Malka Wijeratne is going to present a working paper on ‚What’s in a name?: A study of the names Gaius Julius Caesar Divi Filius and name Imperator Caesar Augustus Divi Filius‘

The topic of Augustus’ connection to Mos maiorum is one that has already been well analysed. However less is understood on why the Roman people accepted the connections he was making to such ancient traditions and also significant historical figures in Rome. The project proposes that their pre-existing, emotional connections to Mos maiorum and the resonance they felt with it – particularly those built on previous habitualisation through ritual – allowed them to appreciate and understand the importance Augustus placed on these values. It would additionally have prompted them to view him as a champion of Roman values and Roman tradition, despite several aspects of Augustus’ ascent to power going against the values on morality and democracy that are embraced within the concept of Mos maiorum. This paper aims to demonstrate the overall argument by using two of the names Augustus used since 44BC, as an example of how he linked himself to these traditions. It will, in each case, analyse why he needed to change his name and which aspects of Mos maiorum he was channeling with each of the two names. Afterward, the paper will also investigate if an emotional connection could have existed between the ritual or tradition in question and if this could then have allowed them to understand Augustus’ message. Furthermore, in each instance, the paper will also question if each of the names would have meant something different to the Aristocracy and the masses.

The overall hypothesis of the paper, is that the support garnered for Augustus’ association with Mos maiorum was created through the Romans’ existing emotional connection to the traditions and rituals associated with it and their ability to resonate with these traditions and rituals. However, this paper, and the project overall will take into account the possibility of this support being created through ulterior motives, rather than as a consequence of strong emotional connection and resonance towards Mos maiorum. While emotional links to the rituals – especially those linked strongly with a sense of identity – could certainly have moved people to become devoted to Augustus, it should be noted that the Late Republican period saw the rise of numerous powerful Roman personalities, all vying for some form of power and frequently turning against each other to ensure that this power was obtained. It is perfectly possible, that in some instances, ambition triumphed over emotion.

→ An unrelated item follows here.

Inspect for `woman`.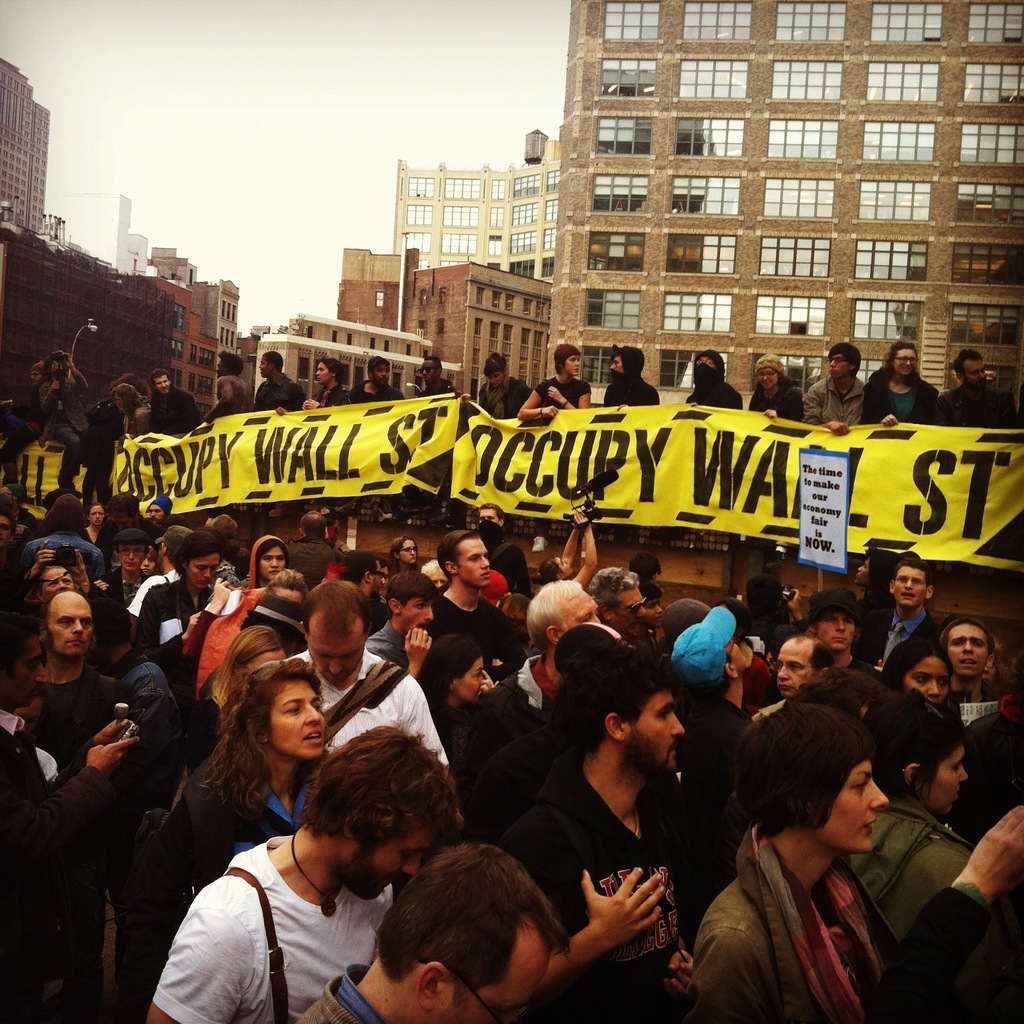
Inspection: {"x1": 300, "y1": 358, "x2": 355, "y2": 406}.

Matteo Santarelli presents a working paper on ‚Values, concepts, and contingency: re-assessing Joas’ theory of values‘

This paper is part of the introduction to the Italian edition of Hans Joas’s
book Die Entstehung der Werte. This paper aims at discussing and
reassessing Joas’ theses from the standpoint of nowadays scientific,
political and cultural debates.
In the first section of the paper, I will briefly reconstruct Joas’ definition of
values as the articulation of experiences of self-formation and selftranscendence.
In the second section of the paper, I will try to develop Joas’ theory of values presented in his 1997 essay from a theoretical point of view. As an outcome of this discussion, two supplementary theses will be introduced and discussed: values have an abstract (or more precisely, vague) conceptual content; moral judgments and feelings exceed the conceptual content of values. In the third section of the paper I will try to apply this theoretical reelaboration of Joas’ theory to discuss a contemporary issue, that is the role that values play in contemporary political and social life. Specifically, I will try to show how limited is an understanding of western contemporary societies in terms of total loss of values. The critical focus of this discussion will be Wendy Brown´s nihilistic interpretation of the contemporary conservative reactivation of traditional values.